Silent Hill: Downpour Review

Silent Hill: Downpour box art

Audio clip: Adobe Flash Player (version 9 or above) is required to play this audio clip. Download the latest version here. You also need to have JavaScript enabled in your browser.


Silent Hill games are built on mystery, confusion, and disorientation. Emotional discomfort sets in as Silent Hill targets the protagonist as its victim, and physical ineptitude heightens the felt oppression and malice in an ever-changing nightmare world. Silent Hill is the unknown and resulting fear. It’s feeling lost and weak, at the mercy of horror, as a character who denies truth, questions reality, and must alter perceptions to open up to new understanding. Silent Hill is a veil of secrets, a history of torment, the occult. It’s suspense, puzzles, words, numbers. It’s revelation. It’s psychosis.

Vatra Games understands Silent Hill. Downpour, for the first time since Team Silent left the franchise in 2004, gets it right.

Silent Hill: Downpour

It’s important that protagonist Murphy is only a man. He is a murderer and an escaped convict, but unlike most “heroes,” he has no super powers and no special training. He suffers just like anyone else. The loss of his son has left him broken, and his greatest conflicts lie within the confines of his own psyche. He faces Silent Hill as an infant of understanding, and must learn from his rehabilitation there.
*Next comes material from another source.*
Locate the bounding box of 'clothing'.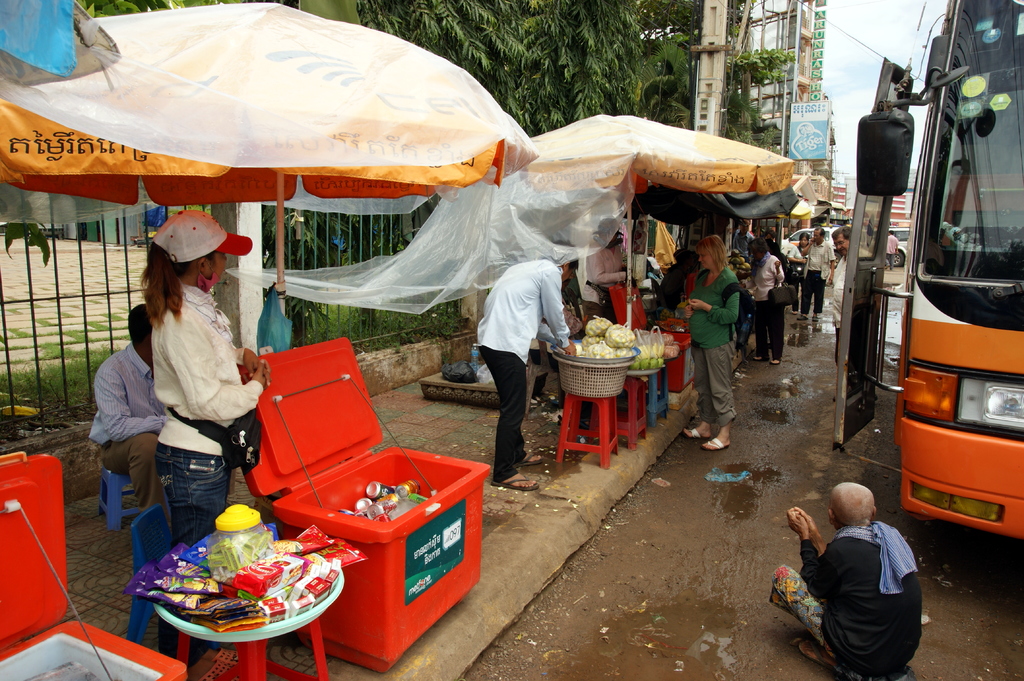
Bounding box: (86, 340, 168, 518).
Silent Hill is presented in Downpour not only as a place of horror, but as a place of recovery. It’s no coincidence that popular and recurring locales throughout the most significant entries in the franchise have been structures that connote sensations of specific stages of human development – schools, hospitals, homes, etc. In Downpour, Murphy explores a place where children grow, learn, and heal: St. Maria’s Monastery orphanage and clinic. He also re-treads his own past in a center for criminal rehabilitation: Overlook Penitentiary. Rather than being a tourist in each of these locations – a feeling that has detracted from recent Silent Hill games – Murphy experiences internal growth that is thematically tied to his surroundings. Even in the Silent Hill Centennial Building, which falls outside of the classification of the other areas, Murphy discovers hints of the truth about his past, slowly peeling back layers, diving into the depths of his psychosis in order to remedy his afflictions.

Silent Hill: Downpour

Startling visual effects and disorienting level construction weigh environmental instability on players – a state of insecurity that compliments the opacity of threats posed by hostile entities lurking in the fog of Silent Hill. Downpour frequently inspires flight over confrontation; the fragile, unreliable weaponry and Murphy’s ineffective self-defense suggest that escape is sometimes the wisest option. It’s all part of the process. The monsters Murphy encounters are projections of himself; he can fight some of his demons, but he’s compelled to run from others.

Clarity is absent from Silent Hill. Along with its architectural abstractions, Downpour shrouds players in persistent darkness. Murphy first finds a flashlight, brightening the path ahead, then a black light, revealing secrets hidden beneath its surface. With each discovery comes new information: perhaps the solution to a puzzle impeding progress; perhaps the elucidation of a previously dim understanding of himself. Whatever the details of each exposure, discovery during this tenebrous expedition is ongoing and compelling.

The tactile qualities of Silent Hill games have never been impressive. Silent Hill: Downpour doesn’t change this. Murphy neither scales buildings to leap across rooftops, nor dispatches waves of assailants with the precision of a sniper. He does, however, explore an unsettling nightmare world in the context of his psyche and his history – a sojourn of anima and enigma. This is almost everything it means to be a true Silent Hill game.

SHARE THIS POST

  • Facebook
  • Twitter
  • Myspace
  • Google Buzz
  • Reddit
  • Stumnleupon
  • Delicious
  • Digg
  • Technorati
Author: Eddie Inzauto View all posts by
Eddie has been writing about games on the interwebz for over ten years. You can find him Editor-in-Chiefing around these parts, or talking nonsense on Twitter @eddieinzauto.

Leave A Response

You must be logged in to post a comment.